[1/2] The Codex Sassoon, the earliest and most complete Hebrew Bible ever discovered and estimated by Sotheby’s to sell at auction for between $30 million and $50 million, is being presented to…
NEW YORK, May 17 (Reuters) – The world’s oldest and most complete Hebrew Bible sold for $38.1 million on Wednesday, Sotheby’s said, one of the highest prices ever for a book or document sold at auction.
Wednesday’s winning bid for the Codex Sassoon was made via a donation by Alfred H. Moses, a former US ambassador and president of the American Jewish Committee, who is giving it to the ANU Museum of the Jewish People in Tel Aviv, Israel.
The price exceeds the $30.8 million paid in 1994 for Leonardo da Vinci’s Codex Leicester manuscript, Sotheby’s said. But that was below the estimated $50 million that Sotheby’s said in February it could sell for and below the $43.2 million paid in 2021 for a first edition of the U.S. Constitution, the world record for any book or document.
Codex Sassoon, written around the year 900, is named after a previous owner, David Solomon Sassoon, who acquired the Bible in 1929 and assembled one of the most significant private collections of Judaica and Hebraica manuscripts in the 20th century.
The document offers a critical link that bridges Jewish oral tradition to the modern Hebrew Bible. It was only recently that the former owner, collector Jacqui Safra, had the Codex Sassoon carbon dated, confirming that it was older than the Aleppo Codex and the Leningrad Codex, two other major early Hebrew Bibles, according to Sotheby’s. The auctioneer said the Codex Sassoon had been dated to either the late 9th or early 10th century on both scientific and palaeographic grounds and contained almost the entire Bible. The oldest copies of biblical text ever found were the Dead Sea Scrolls, which were discovered in caves in 1947.
The Hebrew Bible contains 24 separate books organized into three parts – the Pentateuch, the Prophets and the Scriptures. Starting with Genesis and ending with Chronicles, the Hebrew Bible is fundamental to Judaism, as well as Christianity and Islam.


§ What is needed
Please filter the data below down to the lines holding the string "from".

[Figure dataset records]

____

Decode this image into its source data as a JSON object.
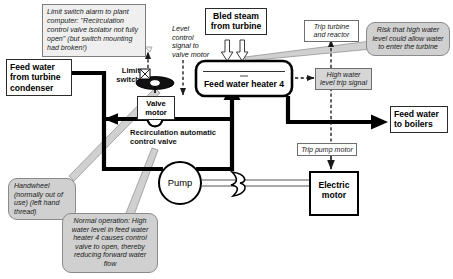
{
  "diagram": {
    "colors": {
      "pipe": "#000000",
      "callout_fill": "#d0d0d0",
      "signal_fill": "#d6d6d6",
      "note_fill": "#efefef",
      "outline": "#2b2b2b"
    }
  },
  "notes": {
    "limit_switch_alarm": "Limit switch alarm to plant computer: \"Recirculation control valve isolator not fully open\" (but switch mounting had broken!)"
  },
  "boxes": {
    "feed_water_from_condenser": "Feed water from turbine condenser",
    "bled_steam": "Bled steam from turbine",
    "feed_water_heater": "Feed water heater 4",
    "feed_water_to_boilers": "Feed water to boilers",
    "electric_motor": "Electric motor",
    "valve_motor": "Valve motor"
  },
  "signals": {
    "trip_turbine_reactor": "Trip turbine and reactor",
    "high_water_level_trip": "High water level trip signal",
    "trip_pump_motor": "Trip pump motor",
    "level_control_signal": "Level control signal to valve motor"
  },
  "labels": {
    "limit_switch": "Limit switch",
    "recirculation_valve": "Recirculation automatic control valve",
    "pump": "Pump"
  },
  "callouts": {
    "handwheel": "Handwheel (normally out of use) (left hand thread)",
    "normal_operation": "Normal operation: High water level in feed water heater 4 causes control valve to open, thereby reducing forward water flow",
    "risk": "Risk that high water level could allow water to enter the turbine"
  }
}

____

§ Written reply
    "feed_water_from_condenser": "Feed water from turbine condenser",
    "bled_steam": "Bled steam from turbine",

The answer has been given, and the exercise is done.